ADEN - Arab Today
Yemeni forces backed by the UAE have driven Al-Qaeda militants from a southern district that is the birthplace of President Abed Rabbo Mansour Hadi, security sources said Thursday.
Wadea is located in Abyan province, which for months was a no-go zone for pro-government troops and where Al-Qaeda fighters fled after a similar offensive in the neighboring province of Shabwa last month.
Seven suspected Al-Qaeda members were arrested during the Wadea operation, which began on Wednesday, including an alleged explosives expert known as Abu Abdallah, according to the sources.
Other sources said the terrorists had not put up a fierce resistance, but withdrew — a now familiar pattern for Al-Qaeda in Yemen.
“Most of the organization’s leaders fled ... and headed toward the nearby Muhafid district,” the sources said, referring to an Al-Qaeda stronghold on the edge of Abyan province.

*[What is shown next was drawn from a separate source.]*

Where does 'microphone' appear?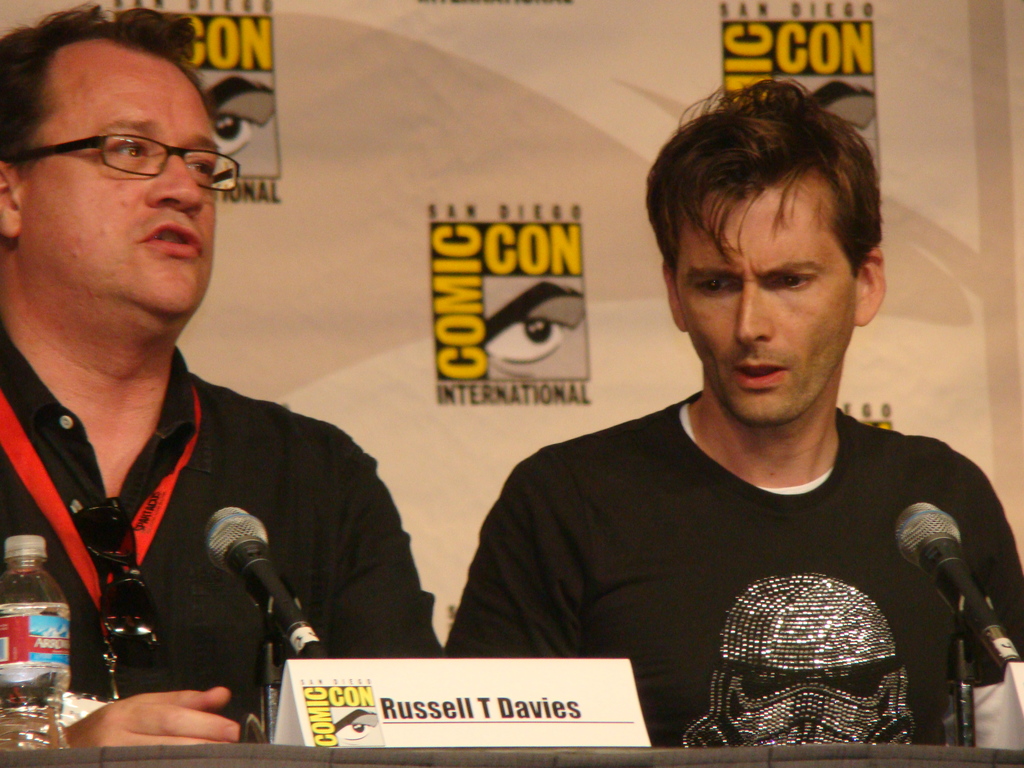
Appears at [x1=182, y1=525, x2=288, y2=656].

Al-Qaeda in the Arabian Peninsula, seen by the US as the network’s most dangerous branch, has exploited years of conflict between the government and Houthi militias to expand its presence in Yemen, particularly in southern provinces.

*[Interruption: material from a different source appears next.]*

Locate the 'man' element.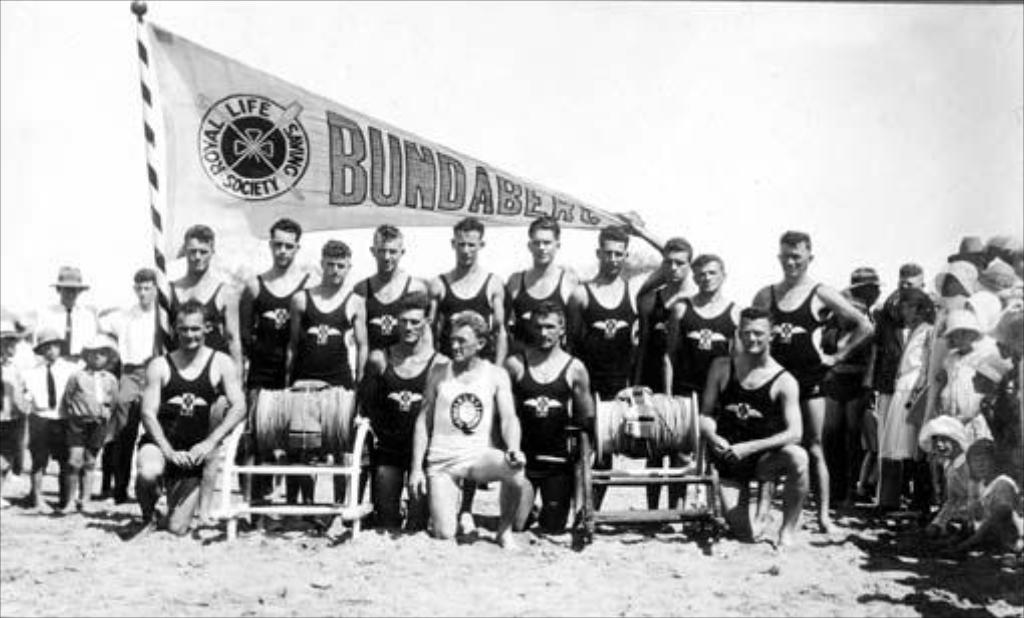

Around 100 UAE troops have been killed in the conflict.
Separately, a Saudi pilot was killed in Yemen while providing air support for an operation against Al-Qaeda militants, a Saudi-led coalition backing the government said on Thursday.
The Saudi Royal Air Force plane crashed in the southern province of Abyan on Wednesday night “due to a technical failure,” coalition spokesman Col. Turki Al-Maliki told the Saudi Press Agency.
Meanwhile, UN humanitarian coordinator Jamie McGoldrick said in Aden that the UN is in the process of expanding its role in southern Yemen.
“We are bringing in more internationals to be based here and also to go to the provinces to support the humanitarian needs in those places,” McGoldrick told reporters at Aden airport.
The coordinator said he met Yemen’s prime minister to discuss the humanitarian situation and logistics during his visit to the city.
“We expressed the need for the ministries here and elsewhere to be functioning properly, for budgets to be given to them so they can do their work,” said McGoldrick.
“The UN and the international community cannot replace these ministries. We’re only here for the emergency side of things,” he said, highlighting the country’s cholera epidemic and food security.
McGoldrick said he met with officials from the Arab coalition.
“We visited the Emirati base and met with the coalition forces — the Emiratis and the Saudis — and we had a chat about the current situation and our expansion plans and what their own activities look like,” he said, without elaborating.